Low-Maintenance Log Finish: A Closer Look

By Wyatt Myers

When it comes to a finish for your log home, you have a choice between a film-building finish that lies on top of the wood and a penetrating finish that soaks into the wood. Although the film-building finish can last longer initially, Sjoerd Bos, vice president of Sansin Corporation in Ontario, Canada, prefers the penetrating finish for a couple of reasons. First, it is much easier to apply and maintain—you just wash, clean, and reapply. Second, a penetrating finish is more sustainable because it is easier to maintain color and clarity than with a film-building finish that tends to get thicker and lose clarity with maintenance coats.

As for whether to buy an oil-based product or a water-based product, Bos says that water-based finishes have come a long way. And for log homes, where the moisture content is highly variable, you can typically expect greater penetration and overall better results from a water-based penetrating finish. (It is more difficult for oil-based finishes to penetrate wood with a higher moisture content but they penetrate well into dryer woods.)

To help a penetrating finish last even longer, Rich Dunstan, the owner and president of Perma-Chink Systems, Inc., recommends choosing a finish that is pigmented, or richly colored. “It’s the pigments that do the majority of the work protecting the underlying wood from the effects of UV exposure,” he says.

To give finishes even greater protection, Perma-Chink makes a protective topcoat that goes on the wood after the penetrating stain is applied.

Regardless of the finish you choose, preparing the wood properly for finishing with sanding and cleaning, as well as applying the finish properly, is the key to a great-looking, long-lasting log home finish.

Maple Island Log Homes/photo by Roger Wade

Storing Heat from the Sun

By Jennifer Donohue

There are many ways to store the heat from sunlight that enters your home, including stone floors and masonry interior walls. Another way people are choosing to capture that heat is through the use of Trombe walls. Trombe walls are named after Felix Trombe, the French engineer who developed them. The technique is to build a portion of the south wall of the home with a high thermal mass material such as concrete, then cover and seal it with a pane of glass a few inches from the surface of the wall on the exterior of the home. Sunlight that passes through the glass is trapped and absorbed by the wall. That heat is then radiated into the home as the temperature drops overnight. Trombe walls are more effective in the summer than windows alone, and are ideal for areas of the house where you won’t miss the windows.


Your assignment: Could you repeat every record below exactly, leaving out the pictures?

------------------------------------------------------------------------

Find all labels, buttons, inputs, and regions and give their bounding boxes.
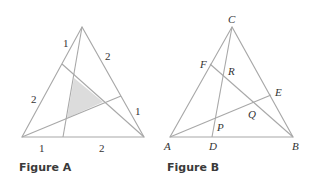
point-a: A	[163, 140, 171, 152]
point-b: B	[292, 140, 299, 152]
label-right-upper: 2	[105, 50, 111, 62]
point-p: P	[216, 121, 224, 133]
caption-figure-b: Figure B	[167, 161, 219, 174]
diagram-canvas: 1 2 2 1 1 2 Figure A C F R E Q P A D B F…	[0, 0, 315, 178]
figure-a: 1 2 2 1 1 2 Figure A	[19, 27, 144, 174]
label-left-upper: 1	[63, 37, 69, 49]
figure-b: C F R E Q P A D B Figure B	[163, 13, 299, 174]
point-c: C	[228, 13, 236, 25]
point-e: E	[274, 86, 282, 98]
label-right-lower: 1	[135, 105, 141, 117]
point-r: R	[227, 65, 235, 77]
point-d: D	[208, 140, 217, 152]
point-q: Q	[248, 108, 256, 120]
label-bottom-right: 2	[99, 142, 105, 154]
label-bottom-left: 1	[39, 142, 45, 154]
caption-figure-a: Figure A	[19, 161, 72, 174]
point-f: F	[199, 58, 207, 70]
label-left-lower: 2	[31, 93, 37, 105]
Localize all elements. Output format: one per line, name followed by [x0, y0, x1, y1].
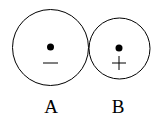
sphere-b-label: B: [112, 96, 125, 117]
sphere-a: A: [13, 10, 89, 118]
plus-sign-icon: [112, 56, 126, 70]
sphere-a-label: A: [44, 96, 58, 117]
sphere-b-center-dot: [116, 45, 123, 52]
charged-spheres-diagram: A B: [0, 0, 160, 119]
sphere-b: B: [89, 18, 150, 117]
sphere-a-center-dot: [47, 44, 54, 51]
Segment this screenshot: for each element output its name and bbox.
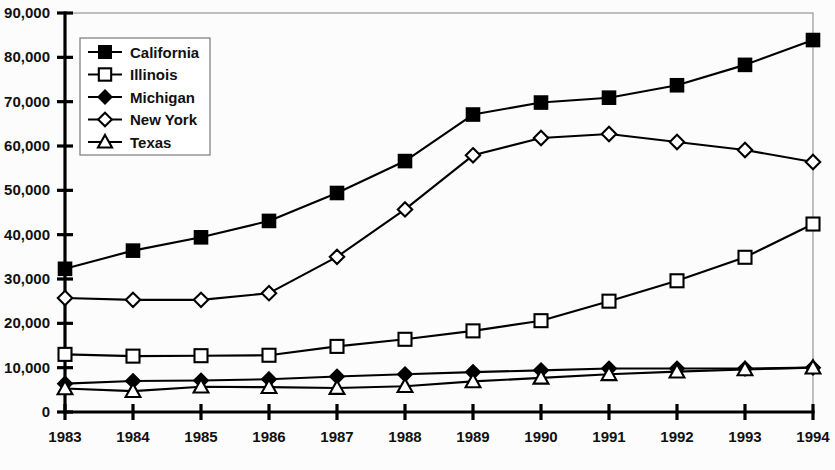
data-point-marker: [602, 127, 616, 141]
data-point-marker: [99, 46, 111, 58]
y-axis-tick-label: 70,000: [4, 93, 50, 110]
data-point-marker: [671, 274, 684, 287]
data-point-marker: [263, 349, 276, 362]
data-point-marker: [603, 91, 616, 104]
data-point-marker: [399, 333, 412, 346]
data-point-marker: [738, 143, 752, 157]
data-point-marker: [467, 108, 480, 121]
data-point-marker: [535, 96, 548, 109]
y-axis-tick-label: 20,000: [4, 314, 50, 331]
data-point-marker: [99, 68, 111, 80]
x-axis: 1983198419851986198719881989199019911992…: [48, 404, 830, 445]
data-point-marker: [127, 350, 140, 363]
series-michigan: [58, 360, 820, 390]
data-point-marker: [467, 324, 480, 337]
data-point-marker: [126, 293, 140, 307]
data-point-marker: [262, 286, 276, 300]
data-point-marker: [603, 295, 616, 308]
series-line: [65, 368, 813, 391]
y-axis-tick-label: 50,000: [4, 181, 50, 198]
data-point-marker: [331, 340, 344, 353]
data-point-marker: [59, 348, 72, 361]
chart-page: 010,00020,00030,00040,00050,00060,00070,…: [0, 0, 835, 470]
series-line: [65, 134, 813, 300]
data-point-marker: [263, 214, 276, 227]
x-axis-tick-label: 1983: [48, 428, 81, 445]
legend-item-label: Texas: [130, 134, 171, 151]
data-point-marker: [330, 250, 344, 264]
data-point-marker: [194, 293, 208, 307]
chart-legend: CaliforniaIllinoisMichiganNew YorkTexas: [80, 38, 210, 155]
data-point-marker: [127, 244, 140, 257]
data-point-marker: [399, 155, 412, 168]
data-point-marker: [58, 291, 72, 305]
x-axis-tick-label: 1987: [320, 428, 353, 445]
series-illinois: [59, 218, 820, 363]
x-axis-tick-label: 1992: [660, 428, 693, 445]
data-point-marker: [59, 262, 72, 275]
x-axis-tick-label: 1989: [456, 428, 489, 445]
series-line: [65, 224, 813, 356]
data-point-marker: [331, 186, 344, 199]
y-axis-tick-label: 0: [42, 403, 50, 420]
y-axis-tick-label: 90,000: [4, 4, 50, 21]
legend-item-california: California: [88, 44, 200, 61]
x-axis-tick-label: 1990: [524, 428, 557, 445]
x-axis-tick-label: 1985: [184, 428, 217, 445]
data-point-marker: [671, 79, 684, 92]
legend-item-illinois: Illinois: [88, 66, 178, 83]
legend-item-label: California: [130, 44, 200, 61]
y-axis-tick-label: 10,000: [4, 359, 50, 376]
legend-item-label: New York: [130, 111, 198, 128]
series-texas: [58, 360, 821, 397]
data-point-marker: [670, 135, 684, 149]
x-axis-tick-label: 1984: [116, 428, 150, 445]
legend-item-michigan: Michigan: [88, 89, 195, 106]
legend-item-label: Michigan: [130, 89, 195, 106]
x-axis-tick-label: 1988: [388, 428, 421, 445]
x-axis-tick-label: 1993: [728, 428, 761, 445]
data-point-marker: [534, 131, 548, 145]
y-axis-tick-label: 60,000: [4, 137, 50, 154]
x-axis-tick-label: 1986: [252, 428, 285, 445]
x-axis-tick-label: 1994: [796, 428, 830, 445]
data-point-marker: [739, 251, 752, 264]
y-axis-tick-label: 80,000: [4, 48, 50, 65]
data-point-marker: [739, 58, 752, 71]
data-point-marker: [535, 314, 548, 327]
data-point-marker: [195, 349, 208, 362]
data-point-marker: [806, 155, 820, 169]
y-axis-tick-label: 30,000: [4, 270, 50, 287]
x-axis-tick-label: 1991: [592, 428, 625, 445]
data-point-marker: [807, 34, 820, 47]
line-chart: 010,00020,00030,00040,00050,00060,00070,…: [0, 0, 835, 470]
legend-item-label: Illinois: [130, 66, 178, 83]
legend-item-new-york: New York: [88, 111, 198, 128]
data-point-marker: [807, 218, 820, 231]
data-point-marker: [195, 231, 208, 244]
y-axis-tick-label: 40,000: [4, 226, 50, 243]
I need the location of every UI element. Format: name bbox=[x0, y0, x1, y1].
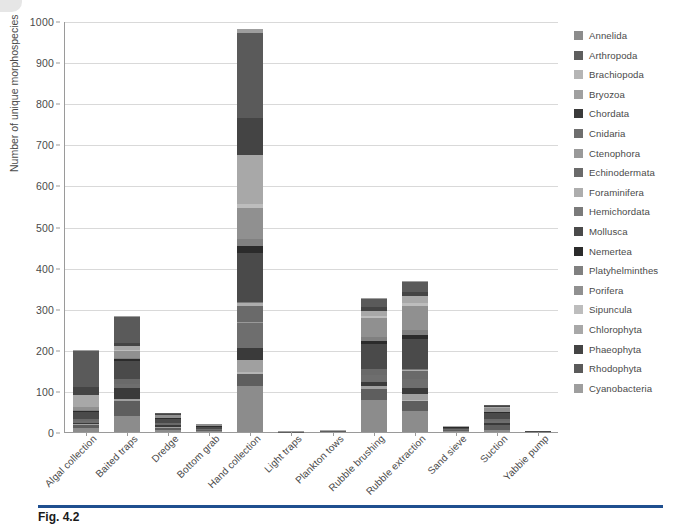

------------------------------------------------------------------------

Reply to the task:
Find all labels, buttons, inputs, and regions and give their bounding boxes.
point-a: A	[163, 140, 171, 152]
point-b: B	[292, 140, 299, 152]
label-right-upper: 2	[105, 50, 111, 62]
point-p: P	[216, 121, 224, 133]
caption-figure-b: Figure B	[167, 161, 219, 174]
diagram-canvas: 1 2 2 1 1 2 Figure A C F R E Q P A D B F…	[0, 0, 315, 178]
figure-a: 1 2 2 1 1 2 Figure A	[19, 27, 144, 174]
label-left-upper: 1	[63, 37, 69, 49]
figure-b: C F R E Q P A D B Figure B	[163, 13, 299, 174]
point-c: C	[228, 13, 236, 25]
point-e: E	[274, 86, 282, 98]
label-right-lower: 1	[135, 105, 141, 117]
point-r: R	[227, 65, 235, 77]
point-d: D	[208, 140, 217, 152]
point-q: Q	[248, 108, 256, 120]
label-bottom-right: 2	[99, 142, 105, 154]
label-bottom-left: 1	[39, 142, 45, 154]
caption-figure-a: Figure A	[19, 161, 72, 174]
point-f: F	[199, 58, 207, 70]
label-left-lower: 2	[31, 93, 37, 105]
Localize all elements. Output format: one per line, name followed by [x0, y0, x1, y1].
sphere-b-label: B: [112, 96, 125, 117]
sphere-a: A: [13, 10, 89, 118]
plus-sign-icon: [112, 56, 126, 70]
sphere-a-label: A: [44, 96, 58, 117]
sphere-b-center-dot: [116, 45, 123, 52]
charged-spheres-diagram: A B: [0, 0, 160, 119]
sphere-b: B: [89, 18, 150, 117]
sphere-a-center-dot: [47, 44, 54, 51]
Segment this screenshot: for each element output its name and bbox.
data-point-marker: [602, 127, 616, 141]
data-point-marker: [99, 46, 111, 58]
y-axis-tick-label: 70,000: [4, 93, 50, 110]
data-point-marker: [671, 274, 684, 287]
data-point-marker: [263, 349, 276, 362]
data-point-marker: [603, 91, 616, 104]
data-point-marker: [399, 333, 412, 346]
data-point-marker: [738, 143, 752, 157]
data-point-marker: [467, 108, 480, 121]
data-point-marker: [535, 96, 548, 109]
y-axis-tick-label: 20,000: [4, 314, 50, 331]
data-point-marker: [99, 68, 111, 80]
x-axis: 1983198419851986198719881989199019911992…: [48, 404, 830, 445]
data-point-marker: [127, 350, 140, 363]
series-michigan: [58, 360, 820, 390]
data-point-marker: [467, 324, 480, 337]
data-point-marker: [126, 293, 140, 307]
data-point-marker: [262, 286, 276, 300]
data-point-marker: [603, 295, 616, 308]
series-line: [65, 368, 813, 391]
y-axis-tick-label: 50,000: [4, 181, 50, 198]
data-point-marker: [331, 340, 344, 353]
data-point-marker: [59, 348, 72, 361]
chart-page: 010,00020,00030,00040,00050,00060,00070,…: [0, 0, 835, 470]
series-line: [65, 134, 813, 300]
data-point-marker: [263, 214, 276, 227]
x-axis-tick-label: 1983: [48, 428, 81, 445]
legend-item-label: Texas: [130, 134, 171, 151]
data-point-marker: [330, 250, 344, 264]
data-point-marker: [194, 293, 208, 307]
chart-legend: CaliforniaIllinoisMichiganNew YorkTexas: [80, 38, 210, 155]
data-point-marker: [127, 244, 140, 257]
data-point-marker: [399, 155, 412, 168]
data-point-marker: [58, 291, 72, 305]
x-axis-tick-label: 1987: [320, 428, 353, 445]
series-illinois: [59, 218, 820, 363]
x-axis-tick-label: 1992: [660, 428, 693, 445]
data-point-marker: [59, 262, 72, 275]
x-axis-tick-label: 1989: [456, 428, 489, 445]
series-line: [65, 224, 813, 356]
data-point-marker: [331, 186, 344, 199]
y-axis-tick-label: 0: [42, 403, 50, 420]
y-axis-tick-label: 90,000: [4, 4, 50, 21]
legend-item-california: California: [88, 44, 200, 61]
x-axis-tick-label: 1990: [524, 428, 557, 445]
x-axis-tick-label: 1985: [184, 428, 217, 445]
data-point-marker: [671, 79, 684, 92]
legend-item-illinois: Illinois: [88, 66, 178, 83]
legend-item-label: California: [130, 44, 200, 61]
y-axis-tick-label: 10,000: [4, 359, 50, 376]
legend-item-label: New York: [130, 111, 198, 128]
series-texas: [58, 360, 821, 397]
data-point-marker: [670, 135, 684, 149]
x-axis-tick-label: 1984: [116, 428, 150, 445]
legend-item-michigan: Michigan: [88, 89, 195, 106]
legend-item-label: Michigan: [130, 89, 195, 106]
x-axis-tick-label: 1988: [388, 428, 421, 445]
x-axis-tick-label: 1993: [728, 428, 761, 445]
data-point-marker: [534, 131, 548, 145]
y-axis-tick-label: 60,000: [4, 137, 50, 154]
x-axis-tick-label: 1986: [252, 428, 285, 445]
x-axis-tick-label: 1994: [796, 428, 830, 445]
data-point-marker: [739, 251, 752, 264]
y-axis-tick-label: 80,000: [4, 48, 50, 65]
data-point-marker: [739, 58, 752, 71]
data-point-marker: [535, 314, 548, 327]
data-point-marker: [195, 349, 208, 362]
data-point-marker: [806, 155, 820, 169]
y-axis-tick-label: 30,000: [4, 270, 50, 287]
x-axis-tick-label: 1991: [592, 428, 625, 445]
data-point-marker: [807, 34, 820, 47]
line-chart: 010,00020,00030,00040,00050,00060,00070,…: [0, 0, 835, 470]
legend-item-label: Illinois: [130, 66, 178, 83]
legend-item-new-york: New York: [88, 111, 198, 128]
data-point-marker: [807, 218, 820, 231]
data-point-marker: [195, 231, 208, 244]
y-axis-tick-label: 40,000: [4, 226, 50, 243]
I need the location of every UI element. Format: name bbox=[x0, y0, x1, y1].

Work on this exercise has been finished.